Chabon’s News

Well, wow. In a new piece in the New York Review of Books about how he came to write his first novel, The Mysteries of Pittsburgh (one of my favorites), Michael Chabon – who is married to a woman and has several children – writes of his college summers:

I had just been through, in the years preceding my decampment for the West, a pair of summers that had rattled my nerves and rocked my soul and shook my sense of self — but in a good way. I had drunk a lot, and smoked a lot, and listened to a ton of great music, and talked way too much about all of those activities, and about talking about those activities. I had slept with one man whom I loved, and learned to love another man so much that it would never have occurred to me to want to sleep with him. I had seen things and gone places in and around Pittsburgh, during those summers, that had shocked the innocent, pale, freckled Fitzgerald who lived in the great blank Minnesota of my heart.
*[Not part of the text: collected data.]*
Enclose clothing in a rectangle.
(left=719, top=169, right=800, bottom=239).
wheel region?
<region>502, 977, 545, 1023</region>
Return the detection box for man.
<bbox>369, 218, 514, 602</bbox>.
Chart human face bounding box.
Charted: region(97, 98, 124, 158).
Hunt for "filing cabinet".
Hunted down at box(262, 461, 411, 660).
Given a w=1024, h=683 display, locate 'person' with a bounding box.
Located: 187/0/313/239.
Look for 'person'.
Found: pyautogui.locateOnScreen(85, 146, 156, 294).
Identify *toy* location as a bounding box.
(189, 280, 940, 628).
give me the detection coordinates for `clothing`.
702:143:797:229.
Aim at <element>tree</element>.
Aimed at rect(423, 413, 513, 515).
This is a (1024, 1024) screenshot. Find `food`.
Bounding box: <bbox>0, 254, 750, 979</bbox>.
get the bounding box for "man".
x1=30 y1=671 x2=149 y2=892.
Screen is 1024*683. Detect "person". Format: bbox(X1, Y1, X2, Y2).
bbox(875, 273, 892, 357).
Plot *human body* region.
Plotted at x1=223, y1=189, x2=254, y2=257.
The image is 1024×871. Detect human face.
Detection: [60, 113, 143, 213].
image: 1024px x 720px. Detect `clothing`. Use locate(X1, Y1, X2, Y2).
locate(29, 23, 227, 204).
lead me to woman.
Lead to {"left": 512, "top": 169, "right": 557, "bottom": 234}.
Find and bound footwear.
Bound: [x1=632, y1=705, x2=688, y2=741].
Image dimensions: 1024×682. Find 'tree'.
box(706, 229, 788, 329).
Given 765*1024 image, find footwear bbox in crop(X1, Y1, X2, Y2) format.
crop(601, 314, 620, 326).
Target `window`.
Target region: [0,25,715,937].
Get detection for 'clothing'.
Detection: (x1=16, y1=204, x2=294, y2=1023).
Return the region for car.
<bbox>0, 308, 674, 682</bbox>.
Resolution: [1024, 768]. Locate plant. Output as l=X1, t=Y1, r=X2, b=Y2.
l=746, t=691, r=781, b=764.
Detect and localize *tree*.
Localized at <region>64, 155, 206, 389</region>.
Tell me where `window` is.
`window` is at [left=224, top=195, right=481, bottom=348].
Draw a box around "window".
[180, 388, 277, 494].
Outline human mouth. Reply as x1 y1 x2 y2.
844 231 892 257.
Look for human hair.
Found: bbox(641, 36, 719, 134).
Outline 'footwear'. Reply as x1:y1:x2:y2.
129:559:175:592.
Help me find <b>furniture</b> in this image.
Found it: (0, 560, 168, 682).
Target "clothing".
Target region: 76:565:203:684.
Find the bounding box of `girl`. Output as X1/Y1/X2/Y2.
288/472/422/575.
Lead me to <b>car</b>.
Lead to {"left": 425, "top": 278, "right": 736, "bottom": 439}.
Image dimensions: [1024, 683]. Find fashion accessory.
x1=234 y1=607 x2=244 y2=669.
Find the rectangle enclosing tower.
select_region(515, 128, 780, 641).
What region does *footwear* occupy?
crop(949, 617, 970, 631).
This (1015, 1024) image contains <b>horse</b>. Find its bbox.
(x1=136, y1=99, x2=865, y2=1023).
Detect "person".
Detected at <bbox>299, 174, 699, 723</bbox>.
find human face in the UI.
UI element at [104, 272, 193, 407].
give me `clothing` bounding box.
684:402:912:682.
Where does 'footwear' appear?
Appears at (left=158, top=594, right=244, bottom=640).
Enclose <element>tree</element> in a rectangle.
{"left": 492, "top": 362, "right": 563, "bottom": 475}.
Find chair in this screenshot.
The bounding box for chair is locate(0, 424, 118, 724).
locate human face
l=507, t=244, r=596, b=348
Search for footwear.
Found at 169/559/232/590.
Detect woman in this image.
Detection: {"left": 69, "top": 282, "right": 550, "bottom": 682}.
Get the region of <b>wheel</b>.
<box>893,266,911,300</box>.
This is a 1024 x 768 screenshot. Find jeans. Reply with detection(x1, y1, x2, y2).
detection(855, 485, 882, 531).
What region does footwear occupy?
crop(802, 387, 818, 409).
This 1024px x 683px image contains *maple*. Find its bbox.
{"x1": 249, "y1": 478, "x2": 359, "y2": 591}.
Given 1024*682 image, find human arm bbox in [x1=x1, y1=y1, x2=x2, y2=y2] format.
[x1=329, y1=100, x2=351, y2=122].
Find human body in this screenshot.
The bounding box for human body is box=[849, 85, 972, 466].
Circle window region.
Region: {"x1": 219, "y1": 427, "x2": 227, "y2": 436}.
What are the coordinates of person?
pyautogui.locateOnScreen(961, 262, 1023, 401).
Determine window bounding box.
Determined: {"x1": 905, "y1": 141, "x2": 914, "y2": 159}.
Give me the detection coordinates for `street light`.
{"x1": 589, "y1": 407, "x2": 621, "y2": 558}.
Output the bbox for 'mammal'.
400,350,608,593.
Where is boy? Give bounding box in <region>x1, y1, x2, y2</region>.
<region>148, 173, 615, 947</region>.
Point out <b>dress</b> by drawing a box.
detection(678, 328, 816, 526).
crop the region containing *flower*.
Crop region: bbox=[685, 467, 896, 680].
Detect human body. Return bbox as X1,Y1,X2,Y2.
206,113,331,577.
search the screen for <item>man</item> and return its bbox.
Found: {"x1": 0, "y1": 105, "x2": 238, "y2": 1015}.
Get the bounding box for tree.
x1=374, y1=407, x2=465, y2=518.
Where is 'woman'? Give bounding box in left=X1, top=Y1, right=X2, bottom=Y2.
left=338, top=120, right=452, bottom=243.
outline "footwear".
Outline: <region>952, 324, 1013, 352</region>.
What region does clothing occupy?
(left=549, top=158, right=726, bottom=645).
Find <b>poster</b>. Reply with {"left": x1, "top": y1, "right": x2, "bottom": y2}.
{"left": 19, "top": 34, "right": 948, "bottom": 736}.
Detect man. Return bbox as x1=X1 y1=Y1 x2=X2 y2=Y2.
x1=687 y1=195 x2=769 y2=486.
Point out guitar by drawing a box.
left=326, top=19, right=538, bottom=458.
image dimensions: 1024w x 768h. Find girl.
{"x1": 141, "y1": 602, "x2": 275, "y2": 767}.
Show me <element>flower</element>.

Three of Chabon’s four novels – The Mysteries of Pittsburgh, Wonder Boys, and The Amazing Adventures of Kavalier & Clay – have a major character who is gay or at least has homosexual tendencies. When I first read Pittsburgh I wondered if Chabon was gay, because the novel seems very autobiographical. When I learned that he was married, I figured that either he had experimented sexually (or was bisexual) or had a close relative or friend who was gay. For some reason I thought the former possibility less likely.

It’s totally none of my business or anyone else’s, of course, and I like how he discloses the information matter-of-factly in the middle of a paragraph. But even though we’re supposed to be blasé about sexual experimentation these days, it’s still a big deal to me that Chabon once loved and slept with a guy. I guess it’s because I’m gay and I’m a big fan of his.

So it’s not a big deal… but it is to me.

Carriker and Withrow

From Southern Voice: “An HIV-positive man has been indicted in Fayette and Fulton counties [in Georgia] on felony criminal charges for allegedly engaging in consensual sex with three other men without disclosing his HIV status, a violation of Georgia law.”

Although HIV-positive people shouldn’t have unprotected sex without disclosing their status, this is just stupid. Everyone, positive or negative, has to take responsibility for his own health and safety. Yes, it can be romantic to trust someone, especially when you’re engaged in as intimate an act as sex, but romance isn’t made of latex. As Jeff Graham, executive director of the AIDS Survival Project, says in the article, it takes two people to practice unsafe sex.

John Withrow, the 25-year-old man whose complaint led to the criminal charge against Carriker in Fayette County, also filed a civil suit in State Court in February against Carriker, claiming he has “suffered extreme and severe emotional distress arising from the fear of developing HIV.” …

The two men dated until April 2004 and had unprotected sex numerous times, according to the suit. …

[Adam] Jaffe, Withrow’s attorney, said his client is undergoing repeated HIV testing and has tested negative for the disease.

“He will be enduring real mental trauma for the next couple of years,” Jaffe said.

Huh? Today you can get an accurate test result three months after exposure, if not sooner. What’s with the repeated testing? What’s up with “the next couple of years”? If he’s tested negative more than three months after the exposure, he’s negative. (At least as regards Carriker.) This guy sounds like an extreme neurotic. I’ve experienced the fear of getting HIV, but at least I trusted the test results.

But I’ve worked on an HIV hotline, and he’s not the only guy with such issues. HIV-related fear and sex-related guilt (especially when it’s gay sex) can create a potent mix. People think God is trying to punish them – if not by giving them HIV, then by giving them the fear of having contracted HIV, which can be debilitating in its own right.

Yeah, Withrow shouldn’t have trusted Carriker (who clearly has issues of his own). He did a stupid thing, but luckily, he’s tested negative. He should be thankful, consider it a lesson, and move on with his life. His persistent guilt helps nobody, least of all himself.